Speakers recall painful racism, call for justice during ceremony dedicating marker for Lawrence’s first integrated pool

photo by: Elvyn Jones/Journal-World

Ursula Minor, Lawrence NAACP branch president, speaks Sunday, Sept. 11, 2022, at a dedication of a historical marker commemorating the 1969 opening of the city's first integrated swimming pool.

The Lawrence community dedicated a marker Sunday at the Outdoor Aquatic Center that will remind future generations of the city’s past racist history and the struggle against injustice.

The marker placed at the entrance to the center at 727 Kentucky St. through the efforts of the Lawrence/Douglas County Community Remembrance Project Coalition, the Lawrence NAACP branch and the City of Lawrence tells the history behind the opening of the city’s first integrated swimming pool in 1969, the limited swimming opportunities for people of color before the pool opened and the work of those who worked to make the pool a reality.

In his remarks, the Rev. Verdell Taylor said the marker and another near City Hall commemorating the 1882 lynching of three black men from a bridge over the Kansas River were important reminders that injustice was as much a part of the history of Lawrence as its Free State roots. He additionally said racial injustice is a continuing problem in the community, and challenged the audience to research its existence in the past and to fight it in the present.

“If you don’t stand for something, you’ll fall for anything,” he said, using a quotation attributed to various historical figures.

photo by: Elvyn Jones/Journal-World

A historical marker commemorating the opening in 1969 of the city’s integrated swimming pool was dedicated Sunday, Sept. 11, 2022, at the entry to the Lawrence Outdoor Aquatic Center, 727 Kentucky St.

Ursula Minor, president of the Lawrence NAACP branch, gave witness to the past injustices Taylor referenced. The Lawrence native said she grew up on Michigan Street, five blocks from the private pool that admitted all of the community’s white children but banned people of color. She and her siblings played in water spray while watching their white friends and classmates walk by on their way to the pool.

The new municipal pool opened when she was 10 years old, Minor said, too late for some of her older siblings to enjoy.

Minor said that before the new pool opened the options for people of color were to swim in Potter Lake, creeks or the Kansas River. Without lifeguards or supervision, that latter option could be hazardous. Minor and John Spearman Jr., a former Lawrence civil rights leader now living in Arizona, both recalled how 12-year-old Wray Jones drowned in the Kansas River in June 1955. In written remarks Spearman provided for the event, read by Annette Dabney, he invoked the contemporary “Black Lives Matter” slogan to highlight the importance of the opening of the municipal pool and other civil rights achievements of the era, as well as the continuing struggle for change.

The fight to open a integrated municipal pool was part of the civil rights movement of the 1950s and 1960s, Spearman wrote, and like the other advancements from the era it was achieved only through struggle and commitment. He took part in demonstrations at the private pool seven years before the municipal pool opened. Although those protests didn’t change the private pool’s policies, they did have a big influence and contributed to voters approving a bond for the municipal pool on the third attempt, he wrote.

Like Taylor, Spearman called for Lawrence residents to continue to work for justice, recalling the words of a 19th century champion of racial justice: “Power concedes nothing without a demand,” he wrote, quoting Frederick Douglass.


Assignment: All of the records must be restated exactly, with every line complete.
_ _ _ _ _
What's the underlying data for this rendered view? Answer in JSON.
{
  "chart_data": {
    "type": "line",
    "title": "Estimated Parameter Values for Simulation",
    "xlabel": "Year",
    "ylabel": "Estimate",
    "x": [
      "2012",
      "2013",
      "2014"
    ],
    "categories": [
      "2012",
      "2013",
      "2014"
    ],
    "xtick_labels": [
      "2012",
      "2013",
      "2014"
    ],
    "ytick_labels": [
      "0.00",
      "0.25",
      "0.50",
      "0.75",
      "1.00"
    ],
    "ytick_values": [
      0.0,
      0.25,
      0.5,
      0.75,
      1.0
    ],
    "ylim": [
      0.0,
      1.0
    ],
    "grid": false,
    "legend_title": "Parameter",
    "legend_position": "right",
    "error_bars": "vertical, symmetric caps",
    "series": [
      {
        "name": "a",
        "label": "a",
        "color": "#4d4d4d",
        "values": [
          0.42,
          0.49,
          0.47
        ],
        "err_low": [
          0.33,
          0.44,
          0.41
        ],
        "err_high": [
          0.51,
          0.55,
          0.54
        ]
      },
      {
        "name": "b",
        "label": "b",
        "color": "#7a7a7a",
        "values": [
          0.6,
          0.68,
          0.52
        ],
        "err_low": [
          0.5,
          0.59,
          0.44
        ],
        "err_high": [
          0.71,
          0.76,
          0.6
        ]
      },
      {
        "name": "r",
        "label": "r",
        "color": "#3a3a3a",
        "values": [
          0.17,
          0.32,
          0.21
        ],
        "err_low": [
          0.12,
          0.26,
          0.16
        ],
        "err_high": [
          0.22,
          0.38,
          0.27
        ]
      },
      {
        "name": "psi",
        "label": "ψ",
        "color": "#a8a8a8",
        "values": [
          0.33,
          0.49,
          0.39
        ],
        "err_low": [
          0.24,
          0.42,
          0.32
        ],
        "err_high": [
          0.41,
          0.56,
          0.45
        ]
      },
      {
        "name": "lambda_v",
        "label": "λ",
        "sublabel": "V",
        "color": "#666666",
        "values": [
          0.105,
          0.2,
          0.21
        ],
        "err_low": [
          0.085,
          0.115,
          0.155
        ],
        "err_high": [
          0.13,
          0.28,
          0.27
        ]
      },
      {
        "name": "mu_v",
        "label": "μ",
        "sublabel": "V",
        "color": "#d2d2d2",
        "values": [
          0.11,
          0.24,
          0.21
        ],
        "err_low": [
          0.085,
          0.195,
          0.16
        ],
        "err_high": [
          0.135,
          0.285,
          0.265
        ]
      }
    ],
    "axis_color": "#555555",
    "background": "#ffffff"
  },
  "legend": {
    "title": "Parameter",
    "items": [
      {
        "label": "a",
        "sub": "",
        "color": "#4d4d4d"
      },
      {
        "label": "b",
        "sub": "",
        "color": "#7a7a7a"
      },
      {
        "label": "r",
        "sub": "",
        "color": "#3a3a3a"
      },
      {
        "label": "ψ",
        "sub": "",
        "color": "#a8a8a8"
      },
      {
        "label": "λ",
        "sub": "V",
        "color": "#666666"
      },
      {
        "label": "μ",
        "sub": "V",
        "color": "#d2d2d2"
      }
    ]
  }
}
_ _ _ _ _
Reply to the task:
What's the underlying data for this rendered view? Answer in JSON.
{
  "chart_data": {
    "type": "line",
    "title": "Estimated Parameter Values for Simulation",
    "xlabel": "Year",
    "ylabel": "Estimate",
    "x": [
      "2012",
      "2013",
      "2014"
    ],
    "categories": [
      "2012",
      "2013",
      "2014"
    ],
    "xtick_labels": [
      "2012",
      "2013",
      "2014"
    ],
    "ytick_labels": [
      "0.00",
      "0.25",
      "0.50",
      "0.75",
      "1.00"
    ],
    "ytick_values": [
      0.0,
      0.25,
      0.5,
      0.75,
      1.0
    ],
    "ylim": [
      0.0,
      1.0
    ],
    "grid": false,
    "legend_title": "Parameter",
    "legend_position": "right",
    "error_bars": "vertical, symmetric caps",
    "series": [
      {
        "name": "a",
        "label": "a",
        "color": "#4d4d4d",
        "values": [
          0.42,
          0.49,
          0.47
        ],
        "err_low": [
          0.33,
          0.44,
          0.41
        ],
        "err_high": [
          0.51,
          0.55,
          0.54
        ]
      },
      {
        "name": "b",
        "label": "b",
        "color": "#7a7a7a",
        "values": [
          0.6,
          0.68,
          0.52
        ],
        "err_low": [
          0.5,
          0.59,
          0.44
        ],
        "err_high": [
          0.71,
          0.76,
          0.6
        ]
      },
      {
        "name": "r",
        "label": "r",
        "color": "#3a3a3a",
        "values": [
          0.17,
          0.32,
          0.21
        ],
        "err_low": [
          0.12,
          0.26,
          0.16
        ],
        "err_high": [
          0.22,
          0.38,
          0.27
        ]
      },
      {
        "name": "psi",
        "label": "ψ",
        "color": "#a8a8a8",
        "values": [
          0.33,
          0.49,
          0.39
        ],
        "err_low": [
          0.24,
          0.42,
          0.32
        ],
        "err_high": [
          0.41,
          0.56,
          0.45
        ]
      },
      {
        "name": "lambda_v",
        "label": "λ",
        "sublabel": "V",
        "color": "#666666",
        "values": [
          0.105,
          0.2,
          0.21
        ],
        "err_low": [
          0.085,
          0.115,
          0.155
        ],
        "err_high": [
          0.13,
          0.28,
          0.27
        ]
      },
      {
        "name": "mu_v",
        "label": "μ",
        "sublabel": "V",
        "color": "#d2d2d2",
        "values": [
          0.11,
          0.24,
          0.21
        ],
        "err_low": [
          0.085,
          0.195,
          0.16
        ],
        "err_high": [
          0.135,
          0.285,
          0.265
        ]
      }
    ],
    "axis_color": "#555555",
    "background": "#ffffff"
  },
  "legend": {
    "title": "Parameter",
    "items": [
      {
        "label": "a",
        "sub": "",
        "color": "#4d4d4d"
      },
      {
        "label": "b",
        "sub": "",
        "color": "#7a7a7a"
      },
      {
        "label": "r",
        "sub": "",
        "color": "#3a3a3a"
      },
      {
        "label": "ψ",
        "sub": "",
        "color": "#a8a8a8"
      },
      {
        "label": "λ",
        "sub": "V",
        "color": "#666666"
      },
      {
        "label": "μ",
        "sub": "V",
        "color": "#d2d2d2"
      }
    ]
  }
}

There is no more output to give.